H. VINCENT POOR *77, dean of the engineering school, and A.J. STEWART SMITH *66, vice president for the Princeton Plasma Physics Lab, will step down from their respective positions in 2016. Poor, who joined the faculty in 1990 and has been dean for the past nine years, will end his term June 20. He plans to take a sabbatical and then return to teaching and research.
Smith, who became the University’s first vice president for PPPL in 2012, has held faculty and staff positions at Princeton for almost 50 years. After leaving his post in February, he will continue to chair a committee at the Large Hadron Collider on the French-Swiss border, the world’s largest and most powerful particle accelerator.
Two gifts from alumni were announced during the summer. Investment executive JOHN P. BIRKELUND ’52 donated $5 million to establish a certificate program in history and diplomacy. The program will prepare undergraduates for careers in governmental and nongovernmental organizations. History professor Stephen Kotkin and retired admiral Mike Mullen will co-direct the program.
Investor WILLIAM JANEWAY ’65 gave $5.6 million to study the connections among the financial markets, monetary economics, and the “real economy” — things that affect people such as goods, jobs, and services. The fund also will support new courses at the doctoral level. Janeway is a visiting lecturer in the economics department.
IN MEMORIAM GEORGE WARFIELD, who helped integrate solid-state physics instruction into the electrical engineering department, died July 23 at his Vermont home. He was 96. Recruited by astrophysicist Lyman Spitzer *38 in 1950, Warfield taught at Princeton until 1972. He later was executive director of the Institute for Energy Conversion at the University of Delaware. A gift from George Heilmeier *62 dedicated a classroom in the Friend Center to Warfield’s influence on “a whole generation of electrical engineers.”
IN MEMORIAM JAMES McLACHLAN, who contributed to the research of the Shelby Cullum Davis [’30] Center for Historical Studies and worked on a Princeton project of alumni biographies, died June 19 at age 83 in Chapel Hill, N.C., of lung disease. In the 1970s, McLachlan and history professor Lawrence Stone collaborated on a compendium, The University in Society. During the same period he was principal author and editor of the first volume of the five-book Princetonians: A Biographical Dictionary. In the 1980s, McLachlan taught history at New York University.
IN MEMORIAM Russian literature scholar and cartoonist CLARENCE BROWN died July 18 in Seattle after a long illness. He was 86. Brown came to Princeton in 1959 and became a professor in 1969. His scholarship on the Russian poet Osip Mandelstam resulted in his book The Prose of Osip Mandelstam (1965), which was nominated for a National Book Award. Meanwhile, Brown, who had pursued art from an early age, served as cartoon editor at the Saturday Review from 1977 to 1984, and his work appeared in Esquire, Playboy, and other magazines. Cartoons often appeared in his column, “Ink Soup,” in The Times of Trenton. Brown retired as professor emeritus in 1999.
1 Response
Isy Haas *57
8 Years AgoRecalling George Warfield
I am sad to read of the passing of Professor George Warfield (On the Campus, Sept. 16). Professor Warfield was my instructor in solid-state physics and my thesis adviser. As a graduate student in 1955, I was lucky and privileged to have been inspired by his teaching. He instilled in me an understanding of solid-state physics, always interpreting theory into a visual and physical image, making solid-state devices my chosen field, and eventually leading me to the creation of the monolithic silicon integrated circuit. As George Heilmeier *62 put it so well, Professor Warfield has influenced a whole generation of electrical engineers.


**Directions:**
Instruction for the listing below: copy exactly, and only, the lines from the one holding "Extract the structured" through its last line, omitting any picture.
Input records below:
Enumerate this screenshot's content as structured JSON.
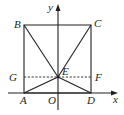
{
  "figure": {
    "axes": {
      "x_label": "x",
      "y_label": "y",
      "origin_label": "O"
    },
    "points": {
      "A": "A",
      "B": "B",
      "C": "C",
      "D": "D",
      "E": "E",
      "F": "F",
      "G": "G"
    }
  }
}
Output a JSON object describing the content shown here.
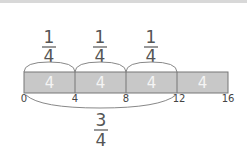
{
  "diagram": {
    "type": "tape-diagram",
    "bar": {
      "total": 16,
      "segments": [
        {
          "label": "4"
        },
        {
          "label": "4"
        },
        {
          "label": "4"
        },
        {
          "label": "4"
        }
      ],
      "fill": "#c8c8c8",
      "stroke": "#777777"
    },
    "ticks": [
      "0",
      "4",
      "8",
      "12",
      "16"
    ],
    "top_fractions": [
      {
        "num": "1",
        "den": "4"
      },
      {
        "num": "1",
        "den": "4"
      },
      {
        "num": "1",
        "den": "4"
      }
    ],
    "bottom_fraction": {
      "num": "3",
      "den": "4"
    }
  }
}
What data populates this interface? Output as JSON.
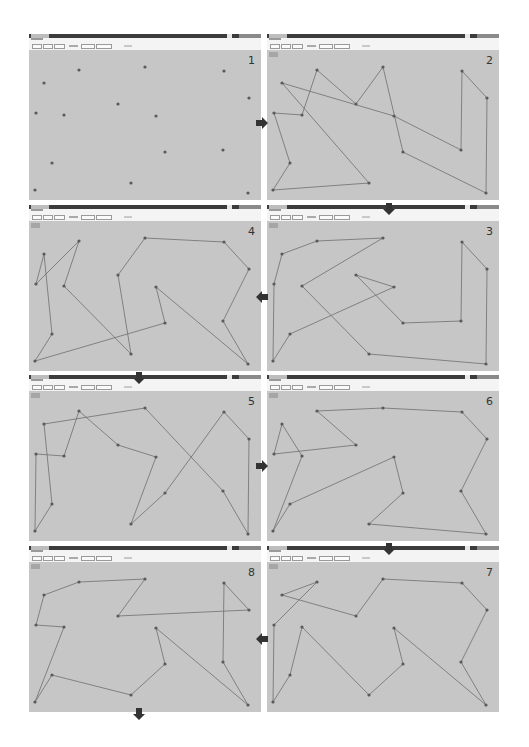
{
  "figure": {
    "colors": {
      "canvas": "#c6c6c6",
      "edge": "#6e6e6e",
      "node": "#5a5a5a",
      "titlebar": "#3c3c3c",
      "arrow": "#333333"
    }
  },
  "cities": [
    {
      "id": "A",
      "x": 50,
      "y": 16
    },
    {
      "id": "B",
      "x": 116,
      "y": 13
    },
    {
      "id": "C",
      "x": 195,
      "y": 17
    },
    {
      "id": "D",
      "x": 15,
      "y": 29
    },
    {
      "id": "E",
      "x": 220,
      "y": 44
    },
    {
      "id": "F",
      "x": 89,
      "y": 50
    },
    {
      "id": "G",
      "x": 7,
      "y": 59
    },
    {
      "id": "H",
      "x": 35,
      "y": 61
    },
    {
      "id": "I",
      "x": 127,
      "y": 62
    },
    {
      "id": "J",
      "x": 136,
      "y": 98
    },
    {
      "id": "K",
      "x": 194,
      "y": 96
    },
    {
      "id": "L",
      "x": 23,
      "y": 109
    },
    {
      "id": "M",
      "x": 102,
      "y": 129
    },
    {
      "id": "N",
      "x": 6,
      "y": 136
    },
    {
      "id": "O",
      "x": 219,
      "y": 139
    }
  ],
  "panels": [
    {
      "number": "1",
      "left": 29,
      "top": 34,
      "tour": []
    },
    {
      "number": "2",
      "left": 267,
      "top": 34,
      "tour": [
        "D",
        "I",
        "K",
        "C",
        "E",
        "O",
        "J",
        "B",
        "F",
        "A",
        "H",
        "G",
        "L",
        "N",
        "M",
        "D"
      ]
    },
    {
      "number": "3",
      "left": 267,
      "top": 205,
      "tour": [
        "A",
        "B",
        "H",
        "M",
        "O",
        "E",
        "C",
        "K",
        "J",
        "F",
        "I",
        "L",
        "N",
        "G",
        "D",
        "A"
      ]
    },
    {
      "number": "4",
      "left": 29,
      "top": 205,
      "tour": [
        "D",
        "G",
        "A",
        "H",
        "M",
        "F",
        "B",
        "C",
        "E",
        "K",
        "O",
        "I",
        "J",
        "N",
        "L",
        "D"
      ]
    },
    {
      "number": "5",
      "left": 29,
      "top": 375,
      "tour": [
        "D",
        "B",
        "K",
        "O",
        "E",
        "C",
        "J",
        "M",
        "I",
        "F",
        "A",
        "H",
        "G",
        "N",
        "L",
        "D"
      ]
    },
    {
      "number": "6",
      "left": 267,
      "top": 375,
      "tour": [
        "A",
        "B",
        "C",
        "E",
        "K",
        "O",
        "M",
        "J",
        "I",
        "L",
        "N",
        "H",
        "D",
        "G",
        "F",
        "A"
      ]
    },
    {
      "number": "7",
      "left": 267,
      "top": 546,
      "tour": [
        "D",
        "A",
        "G",
        "N",
        "L",
        "H",
        "M",
        "J",
        "I",
        "O",
        "K",
        "E",
        "C",
        "B",
        "F",
        "D"
      ]
    },
    {
      "number": "8",
      "left": 29,
      "top": 546,
      "tour": [
        "D",
        "A",
        "B",
        "F",
        "E",
        "C",
        "K",
        "O",
        "I",
        "J",
        "M",
        "L",
        "N",
        "H",
        "G",
        "D"
      ]
    }
  ],
  "arrows": [
    {
      "dir": "right",
      "x": 256,
      "y": 114,
      "from": "1",
      "to": "2"
    },
    {
      "dir": "down",
      "x": 383,
      "y": 200,
      "from": "2",
      "to": "3"
    },
    {
      "dir": "left",
      "x": 256,
      "y": 288,
      "from": "3",
      "to": "4"
    },
    {
      "dir": "down",
      "x": 133,
      "y": 369,
      "from": "4",
      "to": "5"
    },
    {
      "dir": "right",
      "x": 256,
      "y": 457,
      "from": "5",
      "to": "6"
    },
    {
      "dir": "down",
      "x": 383,
      "y": 540,
      "from": "6",
      "to": "7"
    },
    {
      "dir": "left",
      "x": 256,
      "y": 630,
      "from": "7",
      "to": "8"
    },
    {
      "dir": "down",
      "x": 133,
      "y": 705,
      "from": "8",
      "to": "end"
    }
  ]
}
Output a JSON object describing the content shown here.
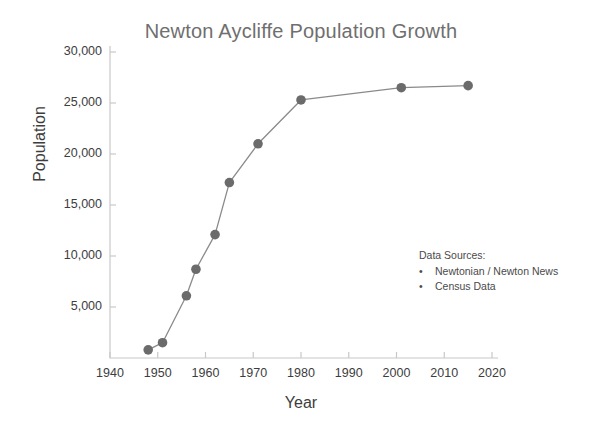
{
  "chart_data": {
    "type": "line",
    "title": "Newton Aycliffe Population Growth",
    "xlabel": "Year",
    "ylabel": "Population",
    "xlim": [
      1940,
      2020
    ],
    "ylim": [
      0,
      30000
    ],
    "grid": false,
    "legend_position": "none",
    "xticks": [
      "1940",
      "1950",
      "1960",
      "1970",
      "1980",
      "1990",
      "2000",
      "2010",
      "2020"
    ],
    "xtick_values": [
      1940,
      1950,
      1960,
      1970,
      1980,
      1990,
      2000,
      2010,
      2020
    ],
    "yticks": [
      "5,000",
      "10,000",
      "15,000",
      "20,000",
      "25,000",
      "30,000"
    ],
    "ytick_values": [
      5000,
      10000,
      15000,
      20000,
      25000,
      30000
    ],
    "series": [
      {
        "name": "Population",
        "marker": "circle",
        "color": "#6b6b6b",
        "line_color": "#8a8a8a",
        "x": [
          1948,
          1951,
          1956,
          1958,
          1962,
          1965,
          1971,
          1980,
          2001,
          2015
        ],
        "values": [
          800,
          1500,
          6100,
          8700,
          12100,
          17200,
          21000,
          25300,
          26500,
          26700
        ]
      }
    ],
    "annotations": {
      "title": "Data Sources:",
      "bullet": "•",
      "items": [
        "Newtonian / Newton News",
        "Census Data"
      ]
    }
  },
  "colors": {
    "marker": "#6b6b6b",
    "line": "#8a8a8a",
    "axis": "#c8c8c8",
    "title_text": "#6f6f6f",
    "label_text": "#3d3d3d",
    "background": "#ffffff"
  }
}
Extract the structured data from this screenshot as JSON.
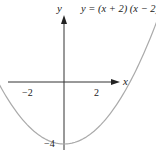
{
  "chart_data": {
    "type": "line",
    "title": "y = (x + 2) (x − 2)",
    "xlabel": "x",
    "ylabel": "y",
    "xlim": [
      -2.8,
      1.65
    ],
    "ylim": [
      -4.3,
      4.0
    ],
    "grid": false,
    "legend": null,
    "x_ticks": [
      -2,
      2
    ],
    "x_tick_labels": [
      "−2",
      "2"
    ],
    "y_ticks": [
      -4
    ],
    "y_tick_labels": [
      "−4"
    ],
    "series": [
      {
        "name": "y = (x + 2)(x − 2)",
        "color": "#aaaaaa",
        "x": [
          -2.9,
          -2.5,
          -2,
          -1.5,
          -1,
          -0.5,
          0,
          0.5,
          1,
          1.5,
          2,
          2.5,
          2.9
        ],
        "y": [
          4.41,
          2.25,
          0,
          -1.75,
          -3,
          -3.75,
          -4,
          -3.75,
          -3,
          -1.75,
          0,
          2.25,
          4.41
        ]
      }
    ],
    "annotations": [
      {
        "text": "−2",
        "x": -2,
        "y": 0
      },
      {
        "text": "2",
        "x": 2,
        "y": 0
      },
      {
        "text": "−4",
        "x": 0,
        "y": -4
      }
    ]
  },
  "labels": {
    "equation": "y = (x + 2) (x − 2)",
    "x_axis": "x",
    "y_axis": "y",
    "tick_neg2": "−2",
    "tick_pos2": "2",
    "tick_neg4": "−4"
  },
  "colors": {
    "axis": "#333333",
    "curve": "#aaaaaa",
    "text": "#222222"
  }
}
End of Input records.
**Response box:**
Extract the structured data from this screenshot as JSON.
{
  "chart_data": {
    "type": "line",
    "title": "y = (x + 2) (x − 2)",
    "xlabel": "x",
    "ylabel": "y",
    "xlim": [
      -2.8,
      1.65
    ],
    "ylim": [
      -4.3,
      4.0
    ],
    "grid": false,
    "legend": null,
    "x_ticks": [
      -2,
      2
    ],
    "x_tick_labels": [
      "−2",
      "2"
    ],
    "y_ticks": [
      -4
    ],
    "y_tick_labels": [
      "−4"
    ],
    "series": [
      {
        "name": "y = (x + 2)(x − 2)",
        "color": "#aaaaaa",
        "x": [
          -2.9,
          -2.5,
          -2,
          -1.5,
          -1,
          -0.5,
          0,
          0.5,
          1,
          1.5,
          2,
          2.5,
          2.9
        ],
        "y": [
          4.41,
          2.25,
          0,
          -1.75,
          -3,
          -3.75,
          -4,
          -3.75,
          -3,
          -1.75,
          0,
          2.25,
          4.41
        ]
      }
    ],
    "annotations": [
      {
        "text": "−2",
        "x": -2,
        "y": 0
      },
      {
        "text": "2",
        "x": 2,
        "y": 0
      },
      {
        "text": "−4",
        "x": 0,
        "y": -4
      }
    ]
  },
  "labels": {
    "equation": "y = (x + 2) (x − 2)",
    "x_axis": "x",
    "y_axis": "y",
    "tick_neg2": "−2",
    "tick_pos2": "2",
    "tick_neg4": "−4"
  },
  "colors": {
    "axis": "#333333",
    "curve": "#aaaaaa",
    "text": "#222222"
  }
}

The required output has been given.